Doug Hastings, Chair of the Board of Directors and a Member of the Firm in the Health Care and Life Sciences practice in the Washington, D.C., office, and Wendy Goldstein, Chair of the Heath Care and Life Sciences Steering Committee and a Member of the Firm in the Health Care and Life Sciences practice in the New York office, were quoted in an article about how law firms are preparing for a wave of health care work.
The article focused on how the Patient Protection and Affordable Care Act, signed into law by President Barack Obama on March 23, changes aspects of how virtually every company does business, from small companies required to provide health care coverage for employees for the first time, to health care providers, insurers and pharmaceutical firms whose fundamental business models will be altered as the law takes hold.
The article stated that broadly, the legislation creates a new mandate requiring most individuals to carry health insurance, expands Medicaid eligibility and creates state-based exchange for individuals health insurance.
In the article, Hastings and Goldstein stated:
"It is, we believe, as big as people say it is, in the sense that it's the biggest bill since Medicare, and the biggest piece of social legislation since Social Security," said Doug Hastings. "It's a large-impact bill over a long period of time."
"I think ultimately there's going to be an explosion of change, new contracts, new structures, mergers and acquisitions, consolidations, relationship building, all across the industry," Hastings said. "It's coming, we don't know exactly when, but over the next decade. Right now, we are digesting the bill and positioning."
Payment and delivery reforms will ultimately impact every hospital, physician, insurer, drugmaker and other company in the health care industry, and companies should consider the coming laws carefully as they strategize for the next few years, Hastings said.
Some pharmaceutical companies will be grappling with new payment policies and patent protections for innovator biologic drugs that could force manufacturers to reconfigure their product portfolios, said Wendy Goldstein.
"It's work that we have already begun counseling our clients on, not just a strategy for years down the road," Goldstein said. "It's the same exercise that manufacturers went through with the enactment of the Medicare Modernization Act of 2007, to understand where utilization is and to update business models."
"One of the basic ideas of the bill is that health care in this country has to become less fragmented and more coordinated," Hastings said. "If you look at this over five to 10 years, it's meant to really turn around the whole way we pay for and deliver health care. You'll see new alliances and joint ventures that have never been done before."
"There are potential business activities in evolving their business model that might create transactional changes, contractual changes, and might even trigger litigation as they change their companies," Hastings said. "It's not just technical compliance, it's the legal things in how companies change and grow."
"With respect to any piece of the health care industry, whether this change will be good or bad, it's early to tell," Goldstein said. "The legislative process took us to where we are. Now, with implementation and strategy, we're thinking through what comes next."
"Clients are asking those strategic questions, with respect to how business models are evolving, what this means today and also five years from now" Goldstein said. "It's not just the technical pieces, but also the bigger picture, so they can continue to compete in their space and be ahead of their competitors."
"The most important thing is to provide thought leadership," Hastings said. "It doesn't help the clients all that much to catalog what's in the bill. It's understanding their business, understanding health care at a fundamental level."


== TASK DIRECTIONS ==
Your reply must hold the lines from the one containing "uI element localization: list" to the end of the entries, copied exactly, with pictures excluded.

[Stored dataset items]
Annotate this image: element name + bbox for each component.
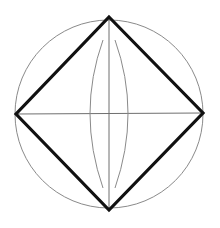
diagram-canvas — [0, 0, 220, 228]
right-construction-arc — [115, 40, 128, 188]
construction-diagram — [0, 0, 220, 228]
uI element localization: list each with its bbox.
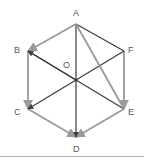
- bottom-divider: [0, 156, 144, 157]
- vertex-label-C: C: [14, 108, 21, 117]
- vertex-label-F: F: [128, 46, 134, 55]
- hexagon-diagram-svg: [0, 0, 144, 161]
- vertex-label-E: E: [128, 108, 134, 117]
- edge-E-D: [76, 109, 124, 137]
- vertex-label-A: A: [73, 9, 79, 18]
- edge-A-E: [76, 24, 124, 109]
- hexagon-vector-figure: ABCDEFO: [0, 0, 144, 161]
- vertex-label-D: D: [73, 145, 80, 154]
- edge-C-D: [28, 109, 76, 137]
- node-layer: [74, 78, 77, 81]
- center-point-O: [74, 78, 77, 81]
- vertex-label-O: O: [63, 61, 70, 70]
- vertex-label-B: B: [14, 46, 20, 55]
- edge-A-B: [28, 24, 76, 51]
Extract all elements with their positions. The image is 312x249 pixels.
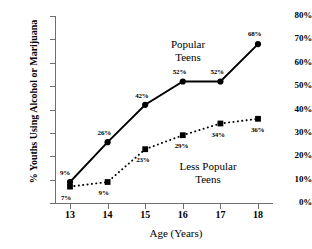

== WRITTEN REPLY ==
uI element localization: list each with its bbox.
- bottom-divider: [0, 156, 144, 157]
- vertex-label-C: C: [14, 108, 21, 117]
- vertex-label-F: F: [128, 46, 134, 55]
- hexagon-diagram-svg: [0, 0, 144, 161]
- vertex-label-E: E: [128, 108, 134, 117]
- edge-E-D: [76, 109, 124, 137]
- vertex-label-A: A: [73, 9, 79, 18]
- edge-A-E: [76, 24, 124, 109]
- hexagon-vector-figure: ABCDEFO: [0, 0, 144, 161]
- vertex-label-D: D: [73, 145, 80, 154]
- edge-C-D: [28, 109, 76, 137]
- node-layer: [74, 78, 77, 81]
- center-point-O: [74, 78, 77, 81]
- vertex-label-O: O: [63, 61, 70, 70]
- vertex-label-B: B: [14, 46, 20, 55]
- edge-A-B: [28, 24, 76, 51]
Extract all elements with their positions. The image is 312x249 pixels.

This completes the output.